Brantley, Will ed., Conversations with Pauline Kael (Jackson, 1996).

Byrge, Duane, Miller, Robert Milton, The Screwball Comedy Films: A History and Filmography, 1934-1942', foreword by Arthur Knight (Chicago, 1991).

Cavell, Stanley, Pursuits of Happiness: The Hollywood Comedy of Remarriage (Cambridge, Mass., 1981).

Congreve, William, The Way of the World, ed.
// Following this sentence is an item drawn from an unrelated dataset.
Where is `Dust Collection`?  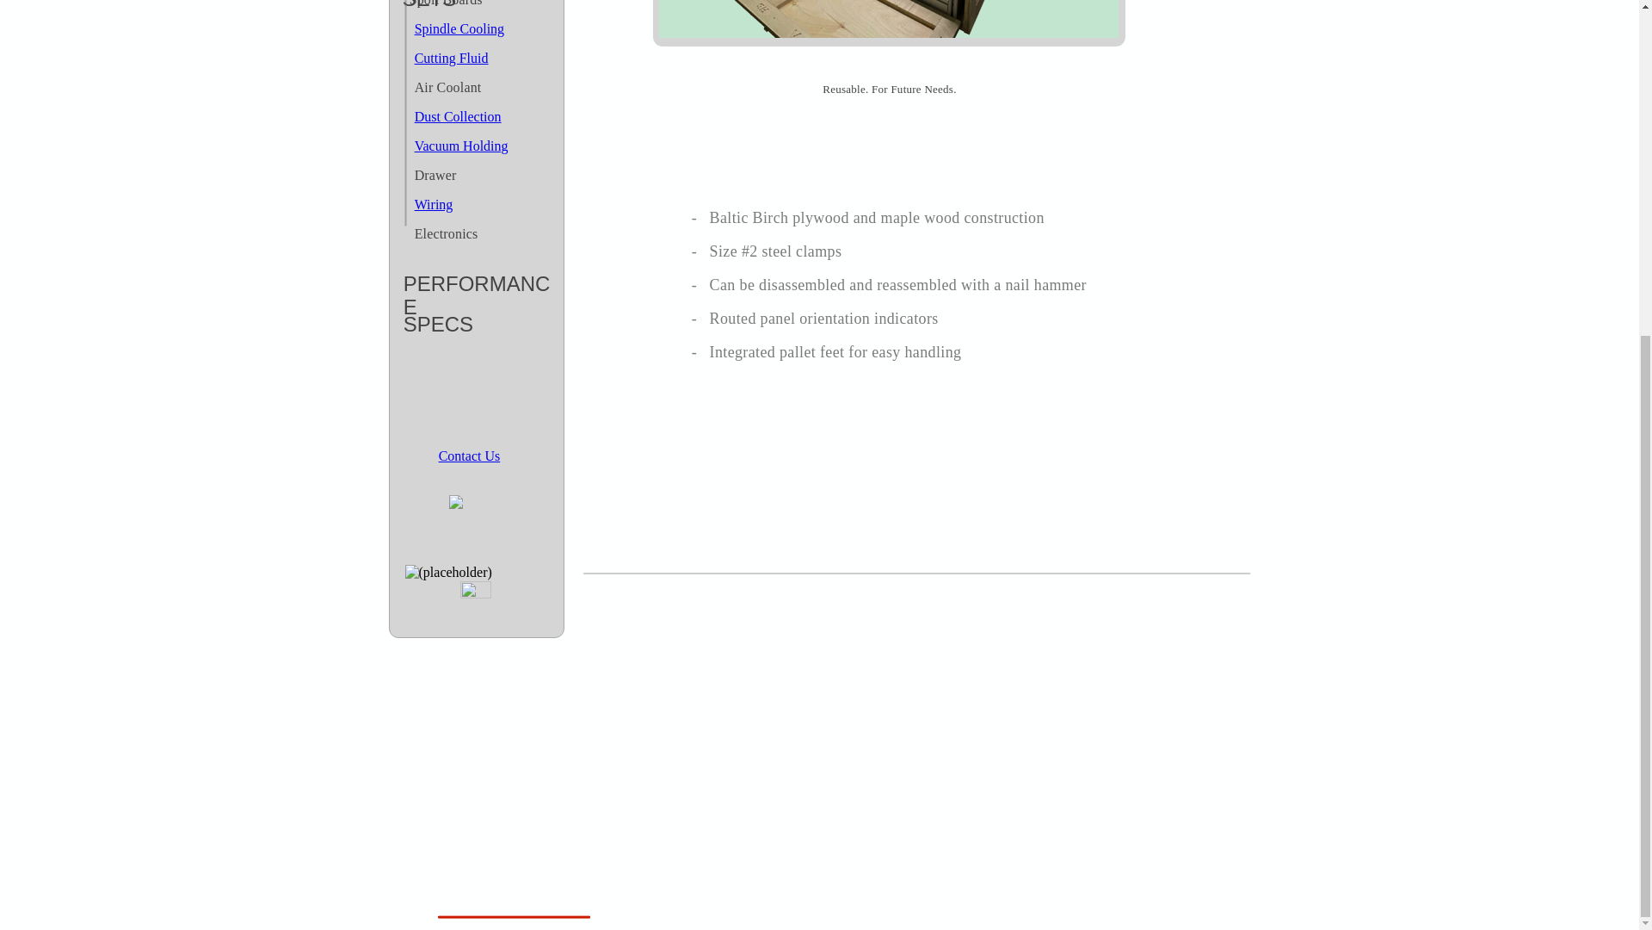 Dust Collection is located at coordinates (458, 116).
Brian Gibbons (London, 1994).

Fisk, Deborah Payne ed., The Cambridge Companion to Restoration Theatre (Cambridge, 2000).

Holland, Norman N., The First Modern Comedies: the significance of Etherege, Wycherley, and Congreve (Cambridge, Mass., 1959).
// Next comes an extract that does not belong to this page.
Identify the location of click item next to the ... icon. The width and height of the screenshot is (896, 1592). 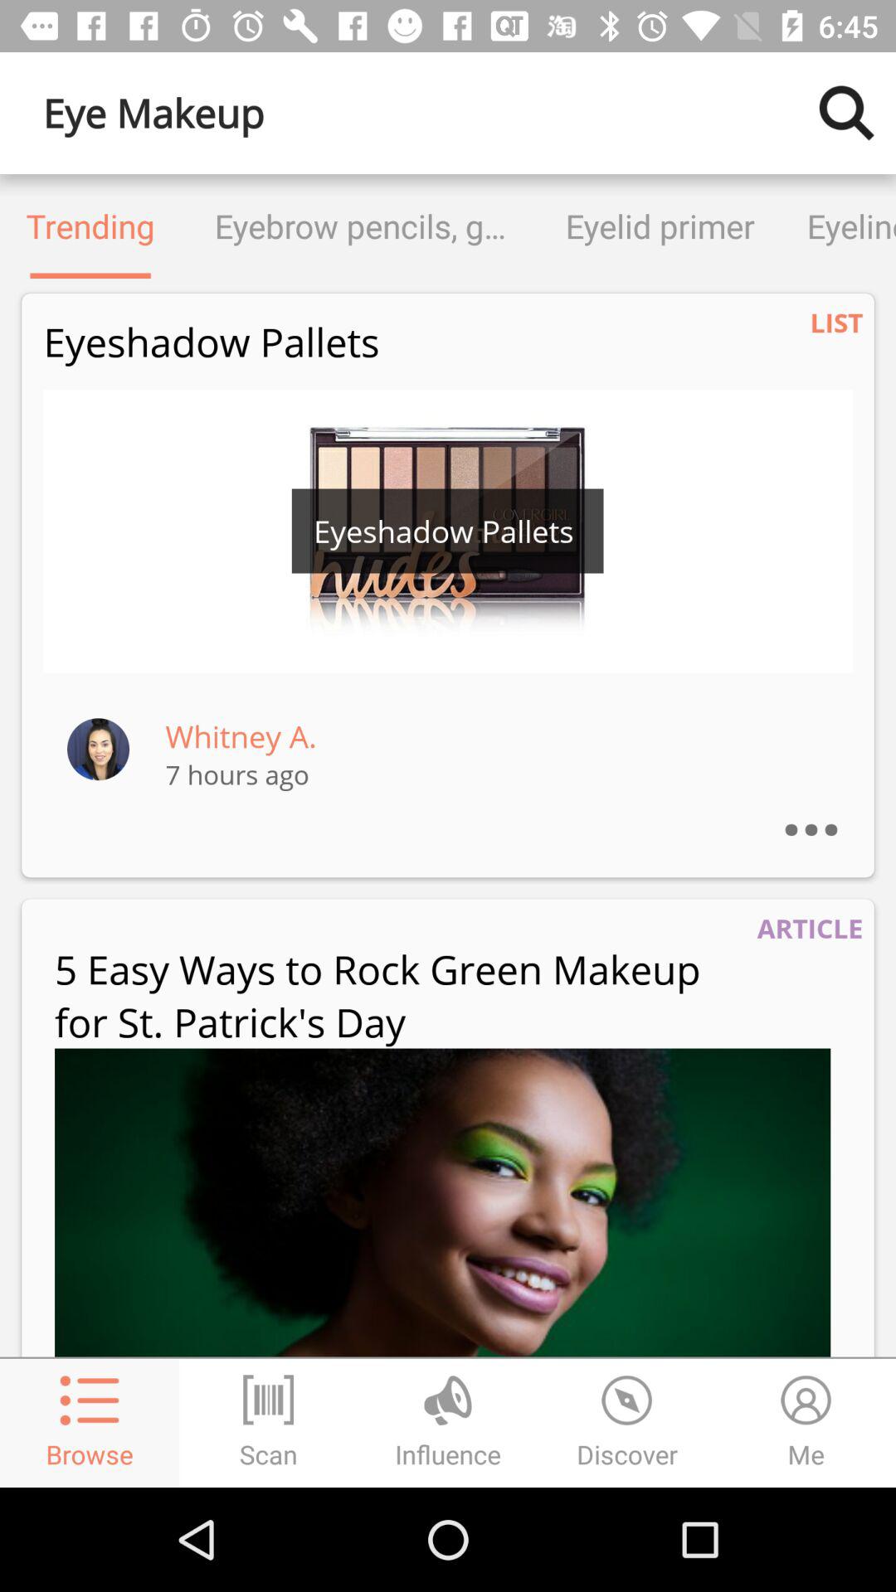
(240, 736).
Holland, Peter, The Ornament of Action (Cambridge, 1979).

Kael, Pauline, 5001 Nights at the Movies, foreword by William Shawn (London, 1983).
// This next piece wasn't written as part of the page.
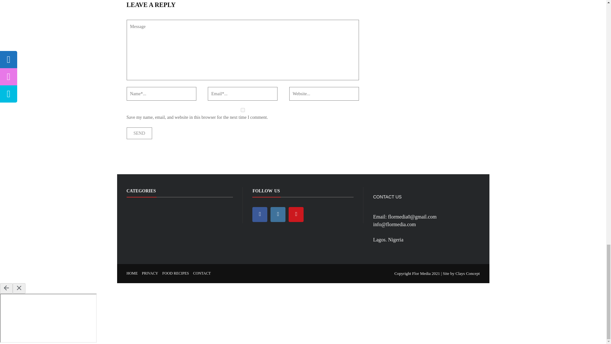 The width and height of the screenshot is (611, 344). What do you see at coordinates (242, 110) in the screenshot?
I see `yes` at bounding box center [242, 110].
Nicoll, Allardyce, A History of Restoration Drama, 1660 - 1700 (Cambridge, 1923).

Salgdo, Gmini ed., Three Restoration Comedies: Etherege/The Man of Mode, Wycherley/The Country Wife, Congreve/Love for Love (Wiltshire, 1968).

Sikov, Edward K., Screwball: Hollywood's Madcap Romantic Comedies, foreword by Molly Haskell (New York, 1989).

Womersly, David ed., Restoration Drama, An Anthology (Cornwall, 2000).

Filmography

Capra, Frank dir., It happened One Night (Columbia, 1934).

Cukor, George dir., Adam's Rib (MGM, 1949).

Cukor, George dir., Holiday (Columbia, 1940).

Cukor, George dir., The Philadelphia Story (MGM, 1940).

Hawks, Howard dir., Bringing Up Baby (RKO, 1938).

Hawks, Howard dir., His Girl Friday (Columbia, 1940).

Hitchcock, Alfred dir., Mr and Mrs Smith (RKO, 1941).

Kanin, Garson dir., My Favourite Wife (RKO, 1940).

La Cava, Gregory dir., My Man Godfrey (Universal, 1936).

McCarey, Leo dir., The Awful Truth (Columbia, 1937).

Sturges, Preston writ., prod. and dir., Hail The Conquering Hero (Paramount 1941).

Sturges, Preston writ. and dir., The Lady Eve (Paramount 1941).

Sturges, Preston dir., The Palm Beach Story (Paramount, 1942).

Sturges, Preston, dir., Sullivan's Travels (Paramount, 1941).

Wellman, William A. dir., Nothing Sacred (Selznick International, 1937).

Internet

The All Movie Guide (www.allmovie.com).
Wikipedia
(en.wikipedia.org).
The Internet Movie Database
(www.imdb.com).

Author Information

Oliver TILLEY graduated with a BA degree in English Literature from the University of Cambridge. He is pursuing graduate programme in Film Studies at the University College London.